Fraud schemes range from those perpetrated by individuals acting alone to broad-based activities by institutions or groups of individuals, sometimes employing sophisticated telemarketing and other promotional techniques to lure consumers into serving as the unwitting tools in the schemes. Seldom do perpetrators target only one insurer or target the public or private sector exclusively. Rather, most are found to be defrauding several private and public sector victims simultaneously.

 

Medical Errors

Definition
The issue of reducing medical errors has been a heated political topic and will continue to be controversial in the next several years. It is believed the key to decreasing these errors will be to properly identify them, analyze the causes, and then change the system and/or processes to prevent them from happening in the future. A November 1999 study by the U. S. Institute of Medicine (IOM) cited 90,000 avoidable deaths, 3 million medical errors and 2.2 million avoidable injuries each year attributable to medical errors. That's the equivalent of having one jumbo jet crash per day with 200 people dying in each crash.
The IOM defines medical error as "the failure to complete a planned action as intended or the use of a wrong plan to achieve an aim. An adverse event is defined as an injury caused by medical management rather than by the underlying disease or condition of the patient. Some adverse events are not preventable and they reflect the risk associated with treatment, such as a life-threatening allergic reaction to a drug when the patient had no known allergies to it. However, the patient who receives an antibiotic to which he or she is known to be allergic, goes into anaphylactic shock, and dies, represents a preventable adverse event.
Most people believe that medical errors usually involve drugs, such as a patient getting the wrong prescription or dosage, or mishandled surgeries, such as amputation of the wrong limb. However, there are many other types of medical errors, including:

  • Diagnostic error, such as misdiagnosis leading to an incorrect choice of therapy, failure to use an indicated diagnostic test, misinterpretation of test results, and failure to act on abnormal results.
  • Equipment failure
  • Infections, such as nosocomial and post-surgical wound infections.
  • Blood transfusion-related injuries
  • Misinterpretation of medical orders
  • Incorrect medicines and/or prescriptions
  • Surgical errors
  • Lab reports errors.
Most errors result from problems created by today's complex health care system. But errors also happen when doctors and their patients have problems communicating. For example, a recent study supported by the Agency for Healthcare Research and Quality (AHRQ) found that doctors often do not do enough to help their patients make informed decisions. Uninvolved and uninformed patients are less likely to accept the doctor's choice of treatment and less likely to do what they need to do to make the treatment work.

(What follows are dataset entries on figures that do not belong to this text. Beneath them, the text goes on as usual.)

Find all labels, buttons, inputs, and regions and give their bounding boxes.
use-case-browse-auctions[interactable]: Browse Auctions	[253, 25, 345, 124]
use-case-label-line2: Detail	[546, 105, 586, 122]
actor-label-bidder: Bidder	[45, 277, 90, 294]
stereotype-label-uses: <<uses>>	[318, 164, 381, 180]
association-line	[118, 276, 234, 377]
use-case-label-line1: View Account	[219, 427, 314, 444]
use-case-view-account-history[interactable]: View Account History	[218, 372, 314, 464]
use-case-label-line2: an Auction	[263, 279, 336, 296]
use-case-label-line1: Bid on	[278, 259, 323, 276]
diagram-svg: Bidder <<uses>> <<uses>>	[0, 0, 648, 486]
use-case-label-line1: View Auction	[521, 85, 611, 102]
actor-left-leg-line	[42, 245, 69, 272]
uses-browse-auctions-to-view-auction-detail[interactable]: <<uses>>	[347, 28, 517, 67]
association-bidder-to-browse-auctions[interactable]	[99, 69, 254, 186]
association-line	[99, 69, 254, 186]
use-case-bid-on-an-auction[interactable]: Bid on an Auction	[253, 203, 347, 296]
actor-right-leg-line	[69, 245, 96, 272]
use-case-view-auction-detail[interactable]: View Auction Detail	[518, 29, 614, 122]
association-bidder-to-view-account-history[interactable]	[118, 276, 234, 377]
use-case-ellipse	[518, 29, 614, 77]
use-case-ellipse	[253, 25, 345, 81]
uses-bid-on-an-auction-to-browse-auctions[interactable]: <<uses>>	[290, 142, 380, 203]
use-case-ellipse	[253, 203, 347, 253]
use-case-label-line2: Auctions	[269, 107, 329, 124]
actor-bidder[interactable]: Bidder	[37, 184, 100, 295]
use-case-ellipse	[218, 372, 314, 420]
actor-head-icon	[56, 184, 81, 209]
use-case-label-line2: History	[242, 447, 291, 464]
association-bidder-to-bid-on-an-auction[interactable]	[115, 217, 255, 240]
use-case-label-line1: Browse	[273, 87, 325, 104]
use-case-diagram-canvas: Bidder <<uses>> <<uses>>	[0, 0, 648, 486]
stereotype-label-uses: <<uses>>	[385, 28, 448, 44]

Performance Management in Healthcare

 Healthcare provider organizations use performance management methodologies to focus on their key challenges:

·         How are our resources (employees, physicians, capital assets) helping us to accomplish our strategic goals?
·         How are we going to excel at key business (access, throughput, value of service to patients) processes?
·         How are we going to create loyalty (patient satisfaction, physician referrals, market share) with our key stakeholders?
·         How are we going to sustain our ability (have enough financial resources) to enhance the value of the organization?


Full service performance management programs address each of those four perspectives.